Another emergency building closure puts tenants on the brink

SHARE Another emergency building closure puts tenants on the brink

The residents of 7270 S. South Shore Drive are presently without heat, often find themselves with no running water and generally recognize they live in a place that’s unsafe.

Yet, when a Cook County judge last week ordered the five-story apartment building vacated by this coming Monday because of fire-safety issues, those residents were caught off guard and unprepared.

Now they are in the middle of the panicked, painful search for new housing of which you have seen me write so often, the prospect of homelessness staring some of them in the face.

So let me say this one more time. There has to be a better way.

OPINION

Residents of the building, a former nursing home converted into single-room-occupancy-style housing with shared bathrooms, say they first received notice from their landlord Feb. 23 that they had 30 days to vacate.

But four days later, they received a new notice from the city informing them they must be out of their apartments by March 9.

That resulted in calls for help to the Metropolitan Tenants Organization, which convened a meeting over the weekend of 50 residents, who include senior citizens, veterans and even a few families with children.

At the very least, the residents would like more time to move, which is why another call was placed to me to see if there’s some way to slow this train down.

“I’d like to get out of this building, but I don’t want to have to be evicted,” said Darryl Simmons, 59, who has lived there nearly three years and just finished running through his unemployment benefits.

As is normal in these situations, nobody really tried to consult with the tenants about what was happening until all the decisions about closing the building had been made.

“That communication piece is missing,” said Aisha Truss-Miller, a  Metropolitan Tenants Organization organizer who has become accustomed to the frustrating scenario of tenants being the last to learn of their fate when the city moves to close a building after sending in the inspectors.

There is no argument that 7270 S. South Shore has become what we euphemistically call a problem building.

“The building is just being turned into a revolving door for crackheads and squatters,” said Simmons. “As we say in the hood, the freaks come out at night.”

But in the rush to close it down, “good people are getting caught up in the mix, too,” he said.

Simmons said the property was well maintained and mostly populated with veterans when he first moved in, but went downhill after that.

It sounds like the old story — nobody should have to live that way, but if you’re living that way, it’s usually because you don’t have a lot of options.

“The building got away from him, and one thing led to another,” Simmons said, referring to the live-in building manager, known only to me as Bob.

Countered Bob: “Some of them were living here rent-free. They won’t tell you that.”

Bob blamed the closure on the city and referred me to a lawyer for the owners.

Tenants tell me rooms in the building rent for $450 to $500 a month. Cash only.

At the city’s request, Judge George Scully Jr. appointed a receiver to oversee the emergency closure and ordered $800 relocation assistance payments to the tenants. Truss-Miller said the organization will seek to increase the relocation assistance. The building is owned by Middleway LLC.

Shirley Adair, 36, who moved into the building last April, said she relies on a space heater to heat her apartment.

When I asked her what she plans to do now, Adair said, “I don’t know. Just put it in God’s hands. That’s all I can do.”

All I can do is write a story and hope somebody with more clout than these tenants stops to consider the difficulty for anyone of finding a new home and moving in a week.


--- DESCRIPTION OF THE TASK ---
Your answer should be the complete set of entries, transcribed exactly.
━━ EXTRACTED INFORMATION ━━
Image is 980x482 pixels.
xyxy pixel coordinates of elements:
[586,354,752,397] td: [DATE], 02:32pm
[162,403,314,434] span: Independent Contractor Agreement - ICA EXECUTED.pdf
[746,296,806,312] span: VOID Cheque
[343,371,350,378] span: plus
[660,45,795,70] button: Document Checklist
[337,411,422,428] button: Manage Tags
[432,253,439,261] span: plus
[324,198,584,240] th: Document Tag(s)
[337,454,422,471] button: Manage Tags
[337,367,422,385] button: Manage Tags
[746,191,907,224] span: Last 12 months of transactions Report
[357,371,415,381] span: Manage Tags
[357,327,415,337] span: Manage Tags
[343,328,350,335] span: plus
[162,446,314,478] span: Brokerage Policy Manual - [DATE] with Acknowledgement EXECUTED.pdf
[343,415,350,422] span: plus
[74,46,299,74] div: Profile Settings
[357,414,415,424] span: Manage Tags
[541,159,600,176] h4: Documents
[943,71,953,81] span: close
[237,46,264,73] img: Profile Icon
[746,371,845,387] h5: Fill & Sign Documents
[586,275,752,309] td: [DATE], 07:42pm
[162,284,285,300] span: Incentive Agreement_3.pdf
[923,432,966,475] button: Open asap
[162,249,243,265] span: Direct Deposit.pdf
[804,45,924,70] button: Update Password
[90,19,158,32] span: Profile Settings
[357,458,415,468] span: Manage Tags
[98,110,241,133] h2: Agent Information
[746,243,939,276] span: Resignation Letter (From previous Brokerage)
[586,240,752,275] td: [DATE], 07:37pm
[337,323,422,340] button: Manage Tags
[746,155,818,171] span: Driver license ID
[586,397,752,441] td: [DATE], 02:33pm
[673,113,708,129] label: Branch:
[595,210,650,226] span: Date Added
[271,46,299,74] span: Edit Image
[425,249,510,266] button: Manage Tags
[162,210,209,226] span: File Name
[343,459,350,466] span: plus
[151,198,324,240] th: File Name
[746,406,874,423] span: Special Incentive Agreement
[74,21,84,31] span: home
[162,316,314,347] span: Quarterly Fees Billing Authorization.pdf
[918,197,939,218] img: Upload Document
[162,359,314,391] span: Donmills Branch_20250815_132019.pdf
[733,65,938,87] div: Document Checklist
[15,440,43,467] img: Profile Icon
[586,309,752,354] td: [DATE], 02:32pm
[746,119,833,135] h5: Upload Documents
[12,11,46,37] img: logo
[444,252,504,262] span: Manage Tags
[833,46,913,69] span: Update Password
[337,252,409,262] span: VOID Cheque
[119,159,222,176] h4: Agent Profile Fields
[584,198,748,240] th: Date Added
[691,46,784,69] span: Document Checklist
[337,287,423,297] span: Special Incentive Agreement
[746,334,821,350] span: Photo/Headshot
━━━
--- FINAL ANSWER ---
Image is 980x482 pixels.
xyxy pixel coordinates of elements:
[586,354,752,397] td: [DATE], 02:32pm
[162,403,314,434] span: Independent Contractor Agreement - ICA EXECUTED.pdf
[746,296,806,312] span: VOID Cheque
[343,371,350,378] span: plus
[660,45,795,70] button: Document Checklist
[337,411,422,428] button: Manage Tags
[432,253,439,261] span: plus
[324,198,584,240] th: Document Tag(s)
[337,454,422,471] button: Manage Tags
[337,367,422,385] button: Manage Tags
[746,191,907,224] span: Last 12 months of transactions Report
[357,371,415,381] span: Manage Tags
[357,327,415,337] span: Manage Tags
[343,328,350,335] span: plus
[162,446,314,478] span: Brokerage Policy Manual - [DATE] with Acknowledgement EXECUTED.pdf
[343,415,350,422] span: plus
[74,46,299,74] div: Profile Settings
[357,414,415,424] span: Manage Tags
[541,159,600,176] h4: Documents
[943,71,953,81] span: close
[237,46,264,73] img: Profile Icon
[746,371,845,387] h5: Fill & Sign Documents
[586,275,752,309] td: [DATE], 07:42pm
[162,284,285,300] span: Incentive Agreement_3.pdf
[923,432,966,475] button: Open asap
[162,249,243,265] span: Direct Deposit.pdf
[804,45,924,70] button: Update Password
[90,19,158,32] span: Profile Settings
[357,458,415,468] span: Manage Tags
[98,110,241,133] h2: Agent Information
[746,243,939,276] span: Resignation Letter (From previous Brokerage)
[586,240,752,275] td: [DATE], 07:37pm
[337,323,422,340] button: Manage Tags
[746,155,818,171] span: Driver license ID
[586,397,752,441] td: [DATE], 02:33pm
[673,113,708,129] label: Branch:
[595,210,650,226] span: Date Added
[271,46,299,74] span: Edit Image
[425,249,510,266] button: Manage Tags
[162,210,209,226] span: File Name
[343,459,350,466] span: plus
[151,198,324,240] th: File Name
[746,406,874,423] span: Special Incentive Agreement
[74,21,84,31] span: home
[162,316,314,347] span: Quarterly Fees Billing Authorization.pdf
[918,197,939,218] img: Upload Document
[162,359,314,391] span: Donmills Branch_20250815_132019.pdf
[733,65,938,87] div: Document Checklist
[15,440,43,467] img: Profile Icon
[586,309,752,354] td: [DATE], 02:32pm
[746,119,833,135] h5: Upload Documents
[12,11,46,37] img: logo
[444,252,504,262] span: Manage Tags
[833,46,913,69] span: Update Password
[337,252,409,262] span: VOID Cheque
[119,159,222,176] h4: Agent Profile Fields
[584,198,748,240] th: Date Added
[691,46,784,69] span: Document Checklist
[337,287,423,297] span: Special Incentive Agreement
[746,334,821,350] span: Photo/Headshot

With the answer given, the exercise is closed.